Craft: The Elements of Design in Writing

Anne C. Miles > Writing > Craft: The Elements of Design in Writing

I woke up with this. I think I dreamed about it. Sometime during the night I decided writing and design were the same thing. I remember my first Elements of Design class. We had to make these notebooks, a page at a time. We made the pages from construction paper and had to find examples of each element in magazines. We did one page a week. It was a pain, but the assignment stuck with me.

Yes, I’m a designer.

Repetition
Scale
Contrast
Color
Alignment
Line/ Shape
White space

So anyhow. This got me thinking about how I would do such a notebook with writing. You’d think I’d be able to find such in magazines. But no. For one thing, most magazines don’t have fiction. Or not much. For another thing, I really don’t want to fight for permission to use other people’s work. So I’ll have to write some examples myself.

Anyhow. Enough of that. Can I come up with snippets for each element?

I’ll start with an easy one. Repetition.

This is a favorite device of mine. If you’ll forgive me, my short story The Fool is a great example. It’s really short.


The Fool

The lemon meringue pie at Patti’s in Grand Rivers, Kentucky boasts a height of 4 feet, six inches. It takes two men four days to eat one, and a slice tastes better than ambrosia. Well. We was driven’ close to that neck o’ the woods and I said to my missus, I said, “Missus. We need to stop at Patti’s and get us some pie.”

My missus likes to eat, you see. I thought that pie would grab her.

Don’t you know what the missus said? She said, “What in tarnation are you thinkin’? We cain’t get no pie. We have the dog with us and it will die in this heat.”

Darned if she wasn’t right. I thought a second and then I had an idea.

“Don’t they have a pettin’ zoo at that place?” I screwed my face up, thinkin’.

“They do,” affirmed the missus.

“Well then, we’ll just ask them to add our dog,” I said. I was proud of my solution.

So we pulled up to the restaurant and I parked our Ford truck and we got out and went in. I walked up to the lady at the reception and asked her. I asked, “Ken I put my dog in yer pettin’ zoo? I’d like to have some pie.”

That woman just blinked at me. Then she said “’Scuse me.”

She went to get her boss.

Her boss was a lady who had had too much pie if you get my meanin’. She waddled down the steps of the office and came up to me and looked me up and down like I was a rodent. I tell you I mighta left right then, but I love my pie. So I asked her, I asked, “Ken I put my dog in yer pettin’ zoo? I’d like to have some pie.”

That woman just blinked at me.

I ‘splained. “It’s hot outside and even if I crack the winder, the dog cain’t take the heat. I hate to go on down the road but I’ll have to. But if he can sit in yer zoo then I can eat and he’ll be happy. You have a empty pen, I done seen it.”

That woman just blinked at me. Then she said “’Scuse me.”

She went to get her boss.

Her boss was a feller in a suit who looked like he’d swallered a mess o’ crawdads alive. But we got along fine. At first I was nervous with him on account of the suit, and the crowd that had gathered watching all this unfold, but I love my pie. So I asked him, I asked, “Ken I put my dog in yer pettin’ zoo? I’d like to have some pie.”

That man busted out laughin’ and clapped me on the back and said I was the best thing that had happened to him all day. So we went and got my Shih Tzu while he got his keys. Then me and the missus and the dog, and the crowd and the Boss marched out to the pen and he unlocked it and we put Killer inside.

Killer tilted his head at us and barked at the pig next door. The kids all petted him and everyone cheered.

Me and the Missus, we got our pie. I tell ya. I’m a fool for pie.


Anyhow. I was just thinking about this. Wanted to get the idea down before I forgot. I’ll do another page on a new element soon. I might even get out my construction paper.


§ Your task
What lines in the records include the string "circularisation"? Return each one.

"""

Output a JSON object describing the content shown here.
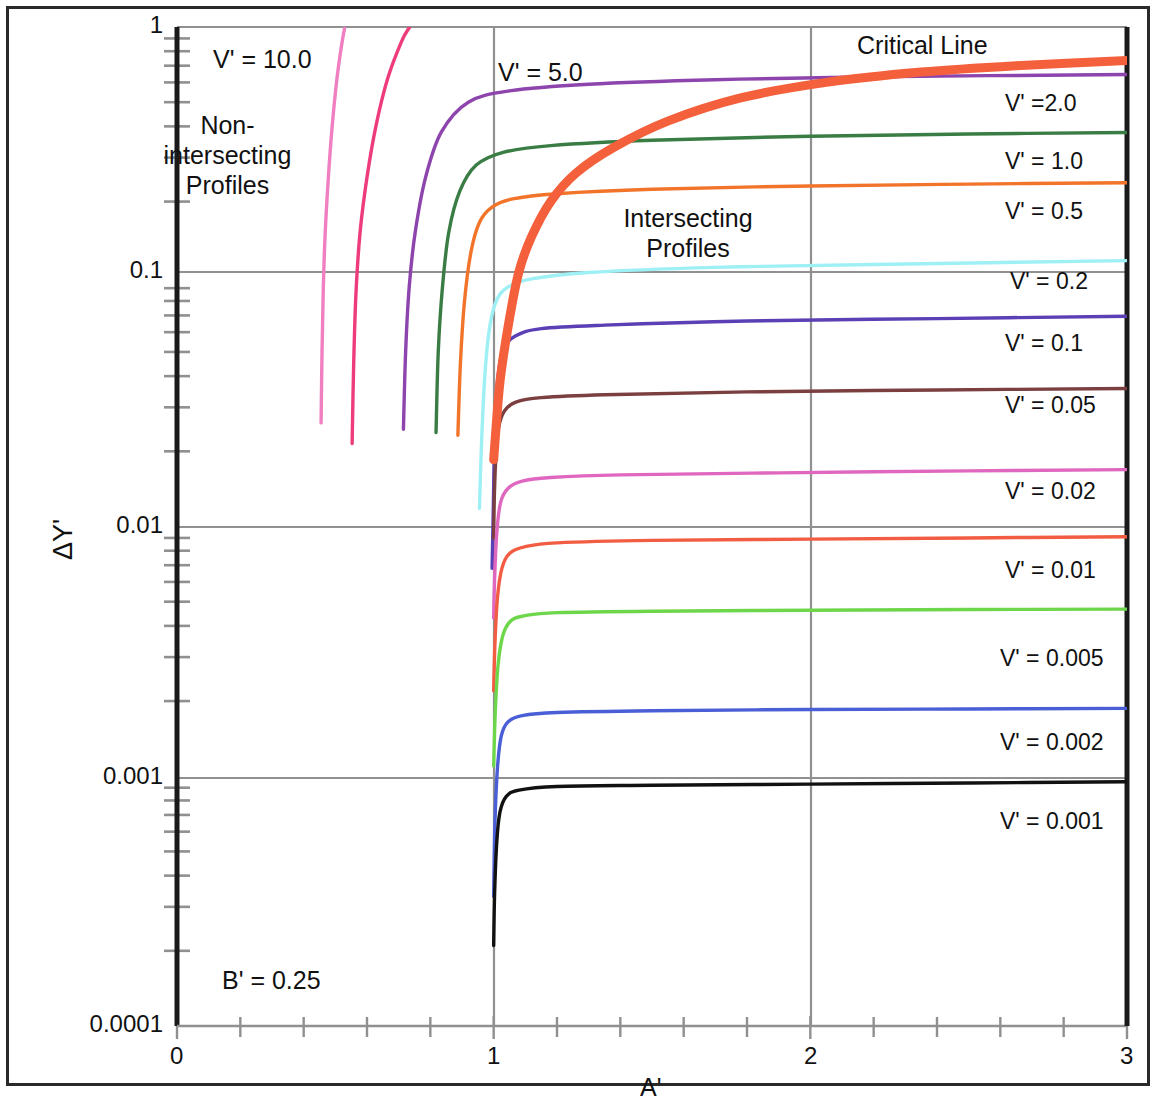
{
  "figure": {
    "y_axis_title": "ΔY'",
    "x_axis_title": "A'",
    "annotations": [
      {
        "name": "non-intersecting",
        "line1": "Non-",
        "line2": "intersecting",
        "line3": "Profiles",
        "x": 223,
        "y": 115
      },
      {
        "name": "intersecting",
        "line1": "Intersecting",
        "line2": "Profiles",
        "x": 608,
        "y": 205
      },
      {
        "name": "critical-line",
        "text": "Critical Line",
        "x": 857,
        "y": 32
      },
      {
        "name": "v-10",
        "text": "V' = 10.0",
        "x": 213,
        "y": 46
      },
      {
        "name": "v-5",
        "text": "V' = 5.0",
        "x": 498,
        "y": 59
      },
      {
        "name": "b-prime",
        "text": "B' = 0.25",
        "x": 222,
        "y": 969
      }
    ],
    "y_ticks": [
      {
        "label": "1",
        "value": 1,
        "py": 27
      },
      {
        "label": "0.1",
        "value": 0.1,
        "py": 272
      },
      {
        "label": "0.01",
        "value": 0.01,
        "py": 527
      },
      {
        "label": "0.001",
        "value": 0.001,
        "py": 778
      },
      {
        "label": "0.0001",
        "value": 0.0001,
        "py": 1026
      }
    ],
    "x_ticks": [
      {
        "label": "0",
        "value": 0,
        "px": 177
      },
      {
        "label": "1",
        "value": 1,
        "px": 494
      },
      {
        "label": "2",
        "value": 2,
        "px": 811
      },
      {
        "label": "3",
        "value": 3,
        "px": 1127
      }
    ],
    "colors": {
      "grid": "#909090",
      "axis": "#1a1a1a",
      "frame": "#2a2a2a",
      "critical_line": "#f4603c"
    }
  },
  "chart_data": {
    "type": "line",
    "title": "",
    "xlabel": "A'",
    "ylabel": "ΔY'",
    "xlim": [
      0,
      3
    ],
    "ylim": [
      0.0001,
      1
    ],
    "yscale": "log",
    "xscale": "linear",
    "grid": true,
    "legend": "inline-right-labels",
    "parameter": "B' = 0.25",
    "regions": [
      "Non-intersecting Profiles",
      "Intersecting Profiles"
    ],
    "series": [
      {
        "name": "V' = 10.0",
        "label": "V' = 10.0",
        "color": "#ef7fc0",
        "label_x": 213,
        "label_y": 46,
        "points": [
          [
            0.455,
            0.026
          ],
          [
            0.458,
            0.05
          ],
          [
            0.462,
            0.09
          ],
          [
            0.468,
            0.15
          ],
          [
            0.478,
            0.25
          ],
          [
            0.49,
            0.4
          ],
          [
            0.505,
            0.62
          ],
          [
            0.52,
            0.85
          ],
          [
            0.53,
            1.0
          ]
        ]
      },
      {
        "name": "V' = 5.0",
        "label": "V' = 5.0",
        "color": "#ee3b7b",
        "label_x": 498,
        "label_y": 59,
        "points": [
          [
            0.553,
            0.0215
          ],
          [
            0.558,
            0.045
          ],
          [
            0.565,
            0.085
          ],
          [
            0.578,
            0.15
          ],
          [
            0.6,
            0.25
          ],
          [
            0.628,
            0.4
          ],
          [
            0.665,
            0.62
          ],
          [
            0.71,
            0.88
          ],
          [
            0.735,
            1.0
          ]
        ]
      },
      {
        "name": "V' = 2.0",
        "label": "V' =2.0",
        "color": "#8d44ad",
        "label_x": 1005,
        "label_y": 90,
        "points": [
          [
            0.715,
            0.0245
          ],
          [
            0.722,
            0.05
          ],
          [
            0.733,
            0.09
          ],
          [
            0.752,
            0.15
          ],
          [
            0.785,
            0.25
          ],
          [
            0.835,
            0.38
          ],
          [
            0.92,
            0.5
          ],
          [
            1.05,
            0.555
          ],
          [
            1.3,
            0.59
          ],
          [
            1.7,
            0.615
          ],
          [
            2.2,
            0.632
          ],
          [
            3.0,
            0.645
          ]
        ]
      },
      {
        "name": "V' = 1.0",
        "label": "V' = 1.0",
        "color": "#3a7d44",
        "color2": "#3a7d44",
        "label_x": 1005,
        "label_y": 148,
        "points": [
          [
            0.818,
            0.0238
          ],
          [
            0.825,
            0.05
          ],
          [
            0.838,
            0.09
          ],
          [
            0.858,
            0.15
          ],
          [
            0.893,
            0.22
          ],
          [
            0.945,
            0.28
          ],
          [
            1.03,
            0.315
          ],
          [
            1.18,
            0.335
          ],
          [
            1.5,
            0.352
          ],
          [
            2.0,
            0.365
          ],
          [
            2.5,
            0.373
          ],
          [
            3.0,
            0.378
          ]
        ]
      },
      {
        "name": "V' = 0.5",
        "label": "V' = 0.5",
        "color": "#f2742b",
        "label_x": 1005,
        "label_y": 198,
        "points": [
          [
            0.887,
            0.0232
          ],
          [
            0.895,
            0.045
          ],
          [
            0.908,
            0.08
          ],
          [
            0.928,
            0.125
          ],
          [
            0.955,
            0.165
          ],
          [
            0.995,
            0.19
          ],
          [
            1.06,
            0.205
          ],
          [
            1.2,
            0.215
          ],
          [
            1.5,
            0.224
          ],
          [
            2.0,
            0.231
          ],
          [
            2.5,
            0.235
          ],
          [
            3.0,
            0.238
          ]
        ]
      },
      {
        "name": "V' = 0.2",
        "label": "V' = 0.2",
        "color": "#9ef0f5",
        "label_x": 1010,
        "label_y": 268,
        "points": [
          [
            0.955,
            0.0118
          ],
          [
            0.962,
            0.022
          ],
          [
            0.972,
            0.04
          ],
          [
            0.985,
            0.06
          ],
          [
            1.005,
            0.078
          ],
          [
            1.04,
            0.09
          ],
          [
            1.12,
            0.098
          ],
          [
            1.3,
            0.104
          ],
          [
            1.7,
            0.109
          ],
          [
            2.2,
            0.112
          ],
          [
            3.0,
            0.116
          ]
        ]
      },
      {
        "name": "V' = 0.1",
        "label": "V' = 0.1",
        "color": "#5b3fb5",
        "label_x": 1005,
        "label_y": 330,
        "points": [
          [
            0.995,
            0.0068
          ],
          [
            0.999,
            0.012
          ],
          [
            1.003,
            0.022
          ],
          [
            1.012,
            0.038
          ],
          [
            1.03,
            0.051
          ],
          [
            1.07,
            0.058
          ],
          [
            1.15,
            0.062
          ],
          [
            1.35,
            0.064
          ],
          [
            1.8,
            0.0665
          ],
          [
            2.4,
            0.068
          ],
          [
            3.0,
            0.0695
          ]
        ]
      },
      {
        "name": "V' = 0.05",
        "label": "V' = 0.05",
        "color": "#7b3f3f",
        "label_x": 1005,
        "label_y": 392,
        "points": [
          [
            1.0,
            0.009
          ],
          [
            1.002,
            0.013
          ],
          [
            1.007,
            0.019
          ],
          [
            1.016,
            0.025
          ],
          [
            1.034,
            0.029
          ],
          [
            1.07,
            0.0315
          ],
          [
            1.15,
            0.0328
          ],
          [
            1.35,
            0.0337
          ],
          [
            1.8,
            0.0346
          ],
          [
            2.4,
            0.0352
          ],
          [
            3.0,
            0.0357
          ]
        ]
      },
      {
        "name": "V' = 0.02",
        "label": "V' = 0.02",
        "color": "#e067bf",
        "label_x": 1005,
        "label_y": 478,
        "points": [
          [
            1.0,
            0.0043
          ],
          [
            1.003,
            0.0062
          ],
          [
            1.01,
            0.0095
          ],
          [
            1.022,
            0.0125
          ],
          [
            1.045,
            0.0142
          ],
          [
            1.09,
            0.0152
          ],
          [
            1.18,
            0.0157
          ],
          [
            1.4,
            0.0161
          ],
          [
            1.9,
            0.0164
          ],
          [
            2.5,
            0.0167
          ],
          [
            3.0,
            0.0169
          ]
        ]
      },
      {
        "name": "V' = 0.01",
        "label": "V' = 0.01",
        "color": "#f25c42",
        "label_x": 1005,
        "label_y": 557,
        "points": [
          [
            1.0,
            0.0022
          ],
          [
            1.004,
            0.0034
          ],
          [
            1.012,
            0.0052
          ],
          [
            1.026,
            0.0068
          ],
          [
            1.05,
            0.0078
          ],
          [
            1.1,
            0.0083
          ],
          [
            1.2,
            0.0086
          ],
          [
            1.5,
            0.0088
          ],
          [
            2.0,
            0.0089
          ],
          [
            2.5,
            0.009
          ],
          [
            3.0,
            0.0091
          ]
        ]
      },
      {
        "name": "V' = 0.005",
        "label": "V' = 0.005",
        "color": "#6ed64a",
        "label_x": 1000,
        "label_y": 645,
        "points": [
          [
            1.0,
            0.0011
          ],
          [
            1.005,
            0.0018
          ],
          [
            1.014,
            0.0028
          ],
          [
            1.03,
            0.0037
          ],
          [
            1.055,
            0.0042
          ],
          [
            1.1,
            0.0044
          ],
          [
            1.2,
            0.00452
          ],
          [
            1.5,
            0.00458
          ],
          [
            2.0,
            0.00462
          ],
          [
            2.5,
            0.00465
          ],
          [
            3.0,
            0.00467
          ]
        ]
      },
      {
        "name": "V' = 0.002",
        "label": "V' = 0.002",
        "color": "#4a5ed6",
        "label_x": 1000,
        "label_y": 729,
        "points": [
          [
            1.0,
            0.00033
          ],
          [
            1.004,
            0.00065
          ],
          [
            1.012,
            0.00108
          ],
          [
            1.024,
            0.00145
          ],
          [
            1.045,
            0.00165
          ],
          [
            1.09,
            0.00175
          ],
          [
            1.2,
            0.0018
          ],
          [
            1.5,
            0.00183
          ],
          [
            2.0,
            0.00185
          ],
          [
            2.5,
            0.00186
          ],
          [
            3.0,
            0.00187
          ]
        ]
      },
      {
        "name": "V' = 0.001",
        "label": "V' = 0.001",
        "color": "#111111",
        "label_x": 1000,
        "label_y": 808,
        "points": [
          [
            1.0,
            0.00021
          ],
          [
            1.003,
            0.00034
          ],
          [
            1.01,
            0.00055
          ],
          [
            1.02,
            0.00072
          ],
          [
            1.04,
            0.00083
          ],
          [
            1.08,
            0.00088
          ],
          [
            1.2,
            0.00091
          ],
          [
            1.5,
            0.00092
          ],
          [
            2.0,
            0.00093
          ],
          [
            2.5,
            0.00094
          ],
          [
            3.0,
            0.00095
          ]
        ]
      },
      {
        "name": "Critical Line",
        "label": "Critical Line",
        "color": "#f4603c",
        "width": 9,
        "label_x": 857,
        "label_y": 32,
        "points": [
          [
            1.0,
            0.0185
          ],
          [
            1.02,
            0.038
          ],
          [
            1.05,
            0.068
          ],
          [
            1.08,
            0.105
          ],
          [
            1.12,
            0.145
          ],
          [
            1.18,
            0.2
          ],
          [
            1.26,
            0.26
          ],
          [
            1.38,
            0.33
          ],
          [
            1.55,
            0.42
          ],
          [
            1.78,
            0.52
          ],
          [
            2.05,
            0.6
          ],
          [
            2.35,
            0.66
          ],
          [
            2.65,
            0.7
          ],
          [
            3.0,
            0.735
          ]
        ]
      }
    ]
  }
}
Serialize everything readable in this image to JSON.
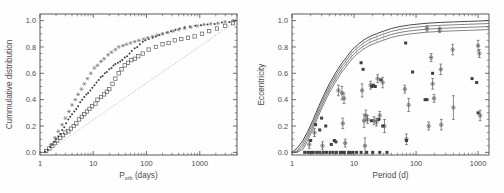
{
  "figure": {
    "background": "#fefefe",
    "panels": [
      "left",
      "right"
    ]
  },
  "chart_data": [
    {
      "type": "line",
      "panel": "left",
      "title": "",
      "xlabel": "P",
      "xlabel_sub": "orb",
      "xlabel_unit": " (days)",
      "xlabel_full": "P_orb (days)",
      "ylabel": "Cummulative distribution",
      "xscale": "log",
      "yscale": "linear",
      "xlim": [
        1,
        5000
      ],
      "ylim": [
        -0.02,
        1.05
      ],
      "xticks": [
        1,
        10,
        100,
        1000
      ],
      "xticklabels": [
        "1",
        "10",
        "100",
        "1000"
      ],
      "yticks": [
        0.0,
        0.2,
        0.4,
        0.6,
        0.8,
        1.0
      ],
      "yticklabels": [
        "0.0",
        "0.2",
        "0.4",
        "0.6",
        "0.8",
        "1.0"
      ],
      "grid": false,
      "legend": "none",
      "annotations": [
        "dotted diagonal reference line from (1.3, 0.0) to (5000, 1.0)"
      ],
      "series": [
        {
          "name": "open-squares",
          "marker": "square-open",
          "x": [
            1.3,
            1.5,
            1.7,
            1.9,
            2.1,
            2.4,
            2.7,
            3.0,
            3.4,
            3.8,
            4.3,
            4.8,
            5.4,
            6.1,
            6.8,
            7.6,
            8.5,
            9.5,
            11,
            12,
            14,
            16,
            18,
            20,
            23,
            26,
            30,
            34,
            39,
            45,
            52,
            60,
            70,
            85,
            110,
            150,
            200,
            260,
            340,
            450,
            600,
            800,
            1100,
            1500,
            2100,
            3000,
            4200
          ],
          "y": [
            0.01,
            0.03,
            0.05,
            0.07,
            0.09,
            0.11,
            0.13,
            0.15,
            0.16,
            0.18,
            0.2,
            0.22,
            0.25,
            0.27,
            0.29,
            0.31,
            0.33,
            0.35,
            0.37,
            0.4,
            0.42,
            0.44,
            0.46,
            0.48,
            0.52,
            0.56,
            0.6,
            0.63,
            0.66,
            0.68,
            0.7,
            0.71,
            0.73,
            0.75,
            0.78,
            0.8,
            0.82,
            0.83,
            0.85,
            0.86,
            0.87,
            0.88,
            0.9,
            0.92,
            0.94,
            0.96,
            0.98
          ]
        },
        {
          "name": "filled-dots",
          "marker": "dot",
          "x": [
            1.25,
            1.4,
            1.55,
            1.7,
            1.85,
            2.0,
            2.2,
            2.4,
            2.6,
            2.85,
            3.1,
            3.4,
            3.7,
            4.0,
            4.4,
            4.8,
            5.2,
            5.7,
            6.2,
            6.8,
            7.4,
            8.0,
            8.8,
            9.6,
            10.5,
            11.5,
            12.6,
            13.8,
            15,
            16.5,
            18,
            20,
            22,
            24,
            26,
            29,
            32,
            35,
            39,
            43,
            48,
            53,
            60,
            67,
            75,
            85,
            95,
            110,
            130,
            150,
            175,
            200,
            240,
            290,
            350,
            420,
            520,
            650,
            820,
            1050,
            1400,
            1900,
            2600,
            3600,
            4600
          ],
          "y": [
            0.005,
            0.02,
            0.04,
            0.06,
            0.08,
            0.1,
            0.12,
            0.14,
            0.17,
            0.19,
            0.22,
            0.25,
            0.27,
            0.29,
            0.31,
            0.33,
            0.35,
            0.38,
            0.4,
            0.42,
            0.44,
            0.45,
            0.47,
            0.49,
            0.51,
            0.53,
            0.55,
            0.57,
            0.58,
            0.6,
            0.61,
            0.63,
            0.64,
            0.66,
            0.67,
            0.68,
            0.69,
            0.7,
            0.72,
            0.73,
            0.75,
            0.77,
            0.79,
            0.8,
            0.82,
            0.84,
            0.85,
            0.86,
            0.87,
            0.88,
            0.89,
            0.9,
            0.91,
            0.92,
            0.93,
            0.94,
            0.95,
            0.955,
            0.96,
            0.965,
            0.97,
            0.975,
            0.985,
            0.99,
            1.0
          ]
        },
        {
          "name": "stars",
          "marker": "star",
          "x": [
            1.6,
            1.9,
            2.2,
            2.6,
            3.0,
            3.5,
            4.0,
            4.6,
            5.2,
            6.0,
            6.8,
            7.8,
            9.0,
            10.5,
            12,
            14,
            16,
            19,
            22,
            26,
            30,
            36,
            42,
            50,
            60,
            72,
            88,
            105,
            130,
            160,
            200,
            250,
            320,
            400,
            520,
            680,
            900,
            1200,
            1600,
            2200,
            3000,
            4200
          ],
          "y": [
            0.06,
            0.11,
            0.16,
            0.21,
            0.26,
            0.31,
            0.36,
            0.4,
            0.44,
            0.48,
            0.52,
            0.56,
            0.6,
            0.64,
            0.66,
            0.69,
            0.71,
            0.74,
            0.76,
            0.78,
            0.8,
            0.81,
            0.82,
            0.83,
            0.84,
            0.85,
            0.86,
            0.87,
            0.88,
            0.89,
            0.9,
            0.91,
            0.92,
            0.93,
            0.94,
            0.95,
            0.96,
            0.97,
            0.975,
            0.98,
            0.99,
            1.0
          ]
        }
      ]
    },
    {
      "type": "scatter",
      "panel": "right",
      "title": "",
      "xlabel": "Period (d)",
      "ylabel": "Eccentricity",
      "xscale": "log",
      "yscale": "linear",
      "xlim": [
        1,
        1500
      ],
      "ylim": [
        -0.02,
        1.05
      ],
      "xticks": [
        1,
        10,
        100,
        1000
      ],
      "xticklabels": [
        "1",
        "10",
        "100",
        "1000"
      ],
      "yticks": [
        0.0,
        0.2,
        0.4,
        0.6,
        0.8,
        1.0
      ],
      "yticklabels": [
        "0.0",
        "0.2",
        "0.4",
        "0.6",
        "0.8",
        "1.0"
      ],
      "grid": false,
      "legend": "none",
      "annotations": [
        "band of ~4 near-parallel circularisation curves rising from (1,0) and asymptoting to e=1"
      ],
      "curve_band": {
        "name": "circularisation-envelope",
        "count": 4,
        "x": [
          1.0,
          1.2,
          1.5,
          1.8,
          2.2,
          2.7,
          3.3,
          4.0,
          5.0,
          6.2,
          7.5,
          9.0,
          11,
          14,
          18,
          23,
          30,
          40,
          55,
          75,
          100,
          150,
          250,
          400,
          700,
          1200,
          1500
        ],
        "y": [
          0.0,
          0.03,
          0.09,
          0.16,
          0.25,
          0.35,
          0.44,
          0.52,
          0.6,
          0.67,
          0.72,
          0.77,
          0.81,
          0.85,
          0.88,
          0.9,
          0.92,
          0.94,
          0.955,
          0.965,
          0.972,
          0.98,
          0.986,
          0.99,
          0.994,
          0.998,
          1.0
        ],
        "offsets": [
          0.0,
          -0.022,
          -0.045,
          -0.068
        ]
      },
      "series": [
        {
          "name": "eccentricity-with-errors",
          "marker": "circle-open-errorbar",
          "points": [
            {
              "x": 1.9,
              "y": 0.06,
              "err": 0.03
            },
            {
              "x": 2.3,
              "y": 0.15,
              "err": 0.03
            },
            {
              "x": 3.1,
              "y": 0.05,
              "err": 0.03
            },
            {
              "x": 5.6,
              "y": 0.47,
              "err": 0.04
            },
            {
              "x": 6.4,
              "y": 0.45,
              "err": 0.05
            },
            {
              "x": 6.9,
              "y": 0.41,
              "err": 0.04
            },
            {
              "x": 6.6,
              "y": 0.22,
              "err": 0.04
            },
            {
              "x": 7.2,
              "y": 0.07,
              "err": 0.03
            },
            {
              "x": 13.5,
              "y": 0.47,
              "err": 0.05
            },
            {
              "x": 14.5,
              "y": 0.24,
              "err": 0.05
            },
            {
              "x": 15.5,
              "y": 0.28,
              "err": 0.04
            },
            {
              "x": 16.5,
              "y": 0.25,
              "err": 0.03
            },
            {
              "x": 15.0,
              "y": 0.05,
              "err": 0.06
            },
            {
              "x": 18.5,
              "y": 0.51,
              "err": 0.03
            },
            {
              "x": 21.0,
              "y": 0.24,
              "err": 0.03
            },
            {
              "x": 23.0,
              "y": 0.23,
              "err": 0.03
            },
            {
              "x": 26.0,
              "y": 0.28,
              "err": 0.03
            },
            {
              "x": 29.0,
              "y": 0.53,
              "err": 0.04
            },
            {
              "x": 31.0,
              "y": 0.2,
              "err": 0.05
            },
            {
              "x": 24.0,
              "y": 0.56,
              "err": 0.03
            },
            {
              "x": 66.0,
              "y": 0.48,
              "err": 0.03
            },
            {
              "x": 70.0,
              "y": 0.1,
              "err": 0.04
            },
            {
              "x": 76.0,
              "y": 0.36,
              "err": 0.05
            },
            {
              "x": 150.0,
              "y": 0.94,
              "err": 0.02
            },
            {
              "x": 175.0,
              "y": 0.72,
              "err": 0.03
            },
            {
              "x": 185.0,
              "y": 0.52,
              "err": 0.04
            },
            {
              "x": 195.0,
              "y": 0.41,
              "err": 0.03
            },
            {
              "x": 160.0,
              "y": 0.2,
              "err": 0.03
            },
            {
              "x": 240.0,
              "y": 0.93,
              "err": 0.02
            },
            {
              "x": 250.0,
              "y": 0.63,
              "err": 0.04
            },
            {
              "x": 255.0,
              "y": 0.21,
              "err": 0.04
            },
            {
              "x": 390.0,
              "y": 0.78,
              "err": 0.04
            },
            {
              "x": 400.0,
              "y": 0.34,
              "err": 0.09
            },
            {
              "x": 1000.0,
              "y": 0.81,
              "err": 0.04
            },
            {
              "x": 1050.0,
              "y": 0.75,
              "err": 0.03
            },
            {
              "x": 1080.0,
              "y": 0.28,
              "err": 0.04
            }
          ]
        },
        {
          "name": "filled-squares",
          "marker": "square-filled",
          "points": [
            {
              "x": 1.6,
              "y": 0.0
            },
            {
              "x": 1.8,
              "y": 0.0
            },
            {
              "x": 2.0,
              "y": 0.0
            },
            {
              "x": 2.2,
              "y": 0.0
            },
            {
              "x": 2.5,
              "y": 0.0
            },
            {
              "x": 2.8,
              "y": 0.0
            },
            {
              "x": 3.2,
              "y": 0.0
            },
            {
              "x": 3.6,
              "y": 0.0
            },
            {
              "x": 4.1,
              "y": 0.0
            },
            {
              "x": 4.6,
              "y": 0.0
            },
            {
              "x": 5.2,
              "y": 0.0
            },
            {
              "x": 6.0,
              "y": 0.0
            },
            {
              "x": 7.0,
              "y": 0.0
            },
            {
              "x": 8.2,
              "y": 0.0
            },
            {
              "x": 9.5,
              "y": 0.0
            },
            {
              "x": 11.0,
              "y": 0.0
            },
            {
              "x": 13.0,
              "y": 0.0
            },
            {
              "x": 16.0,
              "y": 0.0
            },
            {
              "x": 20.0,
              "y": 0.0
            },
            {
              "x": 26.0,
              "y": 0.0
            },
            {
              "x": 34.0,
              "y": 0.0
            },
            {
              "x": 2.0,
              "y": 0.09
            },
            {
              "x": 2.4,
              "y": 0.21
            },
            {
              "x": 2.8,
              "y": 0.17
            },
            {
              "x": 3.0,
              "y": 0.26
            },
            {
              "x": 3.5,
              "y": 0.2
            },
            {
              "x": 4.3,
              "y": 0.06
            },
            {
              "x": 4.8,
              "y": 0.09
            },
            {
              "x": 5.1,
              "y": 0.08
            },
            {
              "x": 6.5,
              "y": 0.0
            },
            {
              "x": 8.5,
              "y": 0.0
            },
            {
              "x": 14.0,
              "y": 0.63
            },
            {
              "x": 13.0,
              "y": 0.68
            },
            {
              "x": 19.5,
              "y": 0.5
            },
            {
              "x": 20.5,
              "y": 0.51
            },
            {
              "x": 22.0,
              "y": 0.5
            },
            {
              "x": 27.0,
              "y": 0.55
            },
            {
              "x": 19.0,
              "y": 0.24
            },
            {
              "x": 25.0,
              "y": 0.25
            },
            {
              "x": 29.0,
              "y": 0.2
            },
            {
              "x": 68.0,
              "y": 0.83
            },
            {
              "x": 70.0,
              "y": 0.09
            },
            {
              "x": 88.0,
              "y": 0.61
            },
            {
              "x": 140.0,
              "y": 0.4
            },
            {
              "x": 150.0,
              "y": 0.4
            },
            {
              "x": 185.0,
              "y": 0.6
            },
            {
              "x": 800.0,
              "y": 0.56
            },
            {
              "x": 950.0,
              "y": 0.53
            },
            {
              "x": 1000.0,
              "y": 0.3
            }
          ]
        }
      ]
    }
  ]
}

"""

§ Task output
        "band of ~4 near-parallel circularisation curves rising from (1,0) and asymptoting to e=1"
        "name": "circularisation-envelope",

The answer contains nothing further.